Wednesday, April 29, 2020

A humble bee-ginning ~ April 19. 2006

David Heiller

Cindy brought me a cup of coffee last Tuesday morning. I took a big swig. Oh, that first taste of coffee in the morning.
It was kind of a heavenly moment. Early morning. Three packages of bees. Fresh coffee.
It didn’t have a heavenly end, but what does?
In 2006, David had lots of bee experience, yet they remained mysterious. We were just starting to battle Colony Collapse Disorder. David never got a chance to get his bees going when we moved to Houston County.
I had set up my bee hives carefully, put in new foundation on the frames, filled the feeders with syrup to tide the critters over till the flowers sprout.
The bees had arrived the night before in three-pound boxes, roughly 10,000 bees per box. They formed a cone-like shape over a queen bee, who had already mated at her California home.
I opened the first package, removed the queen in her mini-cage, and covered the opening of the box so the other bees wouldn’t follow. The next sequence was to take out the little piece of cork that keeps the queen in her cage, replace it with some crystallized honey, hang her cage between two frames, staple it in place, dump the bees on top of her, put back three frames that had been removed, put the feeder on top, and put on the hive cover.
The other bees will free the queen by eating the honey, then she’ll get busy laying thousands of eggs. And the bee hive will begin in earnest in good old Brownsville, Minnesota. That’s by the book, although bees can’t read.
I carefully removed the cork as the queen turned tiny circles in her cage. She was anxious to go about her business. I plugged the hole with honey, hung her between frames, and picked up the box of bees. I was just about to shake them into the hive when the queen came out to greet me. The honey plug had fallen out! She stayed for a split second. If a bee could thumb her nose, that’s what she was doing. Then she flew away, followed by a few choice words from me. (They were about me, not her.)

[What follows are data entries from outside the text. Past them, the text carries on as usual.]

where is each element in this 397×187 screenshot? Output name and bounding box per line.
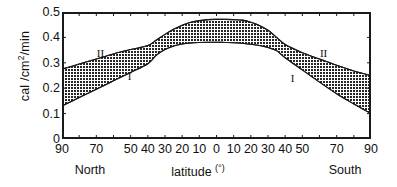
- x-axis-tick-6: 10: [192, 142, 206, 156]
- x-axis-tick-9: 20: [244, 142, 258, 156]
- x-axis-tick-11: 40: [278, 142, 292, 156]
- hemisphere-label-south: South: [329, 163, 362, 177]
- annotation-upper-curve-label-right: II: [320, 47, 327, 59]
- annotation-upper-curve-label-left: II: [97, 47, 104, 59]
- x-axis-tick-7: 0: [213, 142, 220, 156]
- annotation-lower-curve-label-right: I: [291, 72, 295, 84]
- plot-frame: [62, 12, 371, 139]
- y-axis-tick-labels: 00.10.20.30.40.5: [22, 0, 60, 187]
- y-axis-tick-5: 0.5: [26, 5, 60, 19]
- y-axis-tick-3: 0.3: [26, 56, 60, 70]
- chart-figure: cal /cm2/min 00.10.20.30.40.5 IIIIII 907…: [0, 0, 397, 187]
- x-axis-tick-0: 90: [55, 142, 69, 156]
- x-axis-tick-5: 20: [175, 142, 189, 156]
- x-axis-tick-1: 70: [89, 142, 103, 156]
- x-axis-tick-10: 30: [261, 142, 275, 156]
- x-axis-tick-4: 30: [158, 142, 172, 156]
- x-axis-tick-labels: 90705040302010010203040507090: [62, 142, 371, 160]
- x-axis-tick-13: 70: [330, 142, 344, 156]
- x-axis-title: latitude (°): [171, 163, 224, 179]
- x-axis-tick-2: 50: [124, 142, 138, 156]
- x-axis-tick-8: 10: [227, 142, 241, 156]
- plot-area: IIIIII: [62, 12, 371, 139]
- x-axis-tick-12: 50: [295, 142, 309, 156]
- hemisphere-label-north: North: [75, 163, 106, 177]
- x-axis-tick-14: 90: [364, 142, 378, 156]
- annotation-lower-curve-label-left: I: [128, 70, 132, 82]
- x-axis-title-text: latitude: [171, 165, 211, 179]
- y-axis-tick-2: 0.2: [26, 81, 60, 95]
- y-axis-tick-4: 0.4: [26, 30, 60, 44]
- x-axis-tick-3: 40: [141, 142, 155, 156]
- y-axis-tick-1: 0.1: [26, 107, 60, 121]
- x-axis-title-unit: (°): [215, 163, 225, 173]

I put the cover back on the package of bees. I would have to find a new queen somehow, which is not always an easy thing to do.
On to the second package. This time I stuffed the hole of the queen cage with a good, solid glob of honey. I placed her cage between the frames and decided not to staple it in place. I was in a hurry. I knocked the package of bees onto the top of the frames. That dislodged the queen cage. Darn it, it is supposed to hang between the frames! Now it was on the bottom of the hive, covered with bees. And did that dislodge the honey? Was she free? I quickly put the rest of the frames in the box, hoping I would not see another queen wave goodbye. I put on the feeder and the cover. Maybe all was OK.

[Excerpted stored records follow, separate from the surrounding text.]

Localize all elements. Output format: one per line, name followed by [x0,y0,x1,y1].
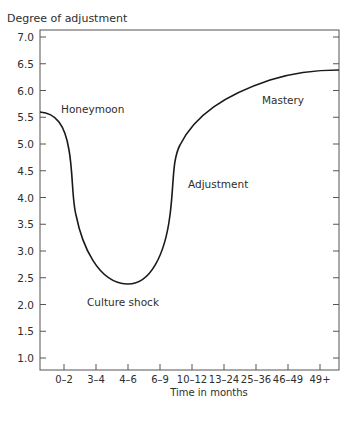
y-tick-label: 5.5 [17,111,34,123]
y-tick-label: 4.5 [17,165,34,177]
x-tick-label: 10–12 [177,374,207,385]
annotation-honeymoon: Honeymoon [61,103,124,115]
y-tick-label: 7.0 [17,31,34,43]
y-tick-label: 1.0 [17,352,34,364]
x-tick-label: 49+ [309,374,330,385]
x-tick-label: 13–24 [209,374,239,385]
y-tick-label: 3.5 [17,218,34,230]
y-tick-label: 2.5 [17,272,34,284]
x-tick-label: 46–49 [273,374,303,385]
annotation-mastery: Mastery [262,94,304,106]
annotation-culture-shock: Culture shock [87,296,160,308]
y-axis-ticks: 7.06.56.05.55.04.54.03.53.02.52.01.51.0 [17,31,339,364]
y-tick-label: 2.0 [17,299,34,311]
y-tick-label: 3.0 [17,245,34,257]
x-tick-label: 4–6 [119,374,137,385]
y-axis-title: Degree of adjustment [7,12,128,25]
x-tick-label: 6–9 [151,374,169,385]
y-tick-label: 5.0 [17,138,34,150]
x-tick-label: 0–2 [55,374,73,385]
u-curve-chart: Degree of adjustment 7.06.56.05.55.04.54… [0,0,353,424]
x-tick-label: 25–36 [241,374,271,385]
y-tick-label: 6.5 [17,58,34,70]
x-tick-label: 3–4 [87,374,105,385]
y-tick-label: 4.0 [17,192,34,204]
y-tick-label: 6.0 [17,85,34,97]
annotation-adjustment: Adjustment [188,178,248,190]
y-tick-label: 1.5 [17,325,34,337]
x-axis-title: Time in months [169,387,248,398]
x-axis-ticks: 0–23–44–66–910–1213–2425–3646–4949+ [55,364,330,385]
plot-frame [40,30,339,370]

The third package was textbook. Hung the queen, kept a finger over the honey plug, stapled her cage in place so it wouldn’t fall, dumped on her couriers, put on the feeder and hive cover.

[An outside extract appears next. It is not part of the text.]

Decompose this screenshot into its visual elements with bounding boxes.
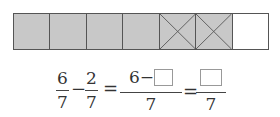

It took three tries but I finally got it right. That’s life for me.
Three phone calls and four hours later, I had located a new queen. Only cost me $15. Not a bad price. I put her in the package with her new family that evening, so they could get used to each other. Bees will kill a queen if they don’t get used to her first. The next night she and the others went into their new home lickety-split. I was an expert by this point.
Bees are interesting creatures. They have a set of instincts that can humble us humans. They’ll find pollen and seal it up into cells of “bee bread.” When an egg hatches in three days, special nursemaids will eat the bee bread, convert it into food, and feed the larva for six days. Then they seal the cell. The larva transforms into a pupa, and in 12 days an adult bee chews her way out of the cell. They live a total of six weeks.
They’ll care for their queen, feed and groom her non-stop so she can lay up to 1,000 eggs a day. If they get tired of that queen, they have the ability to create a new queen by feeding larva special food they make called royal jelly.
They make propolis to seal and waterproof their hives. They use their wings and water to air condition a hive.
And best of all, they’ll gather nectar from flowers and blossoms and the fruits of Duane Thomford’s hard farming work. They’ll use their wings to evaporate the water in the nectar, then enzymes will change the nectar into honey. They’ll seal the honey into cells using beeswax, which comes from glands on the underside of the worker bee’s abdomen
Pretty amazing. Only bees can do it. We can put a man on the moon but we can’t make honey. Got to like that.

I’ll just stand back and watch, give them more frames when they need them, and try not to make too many more mistakes.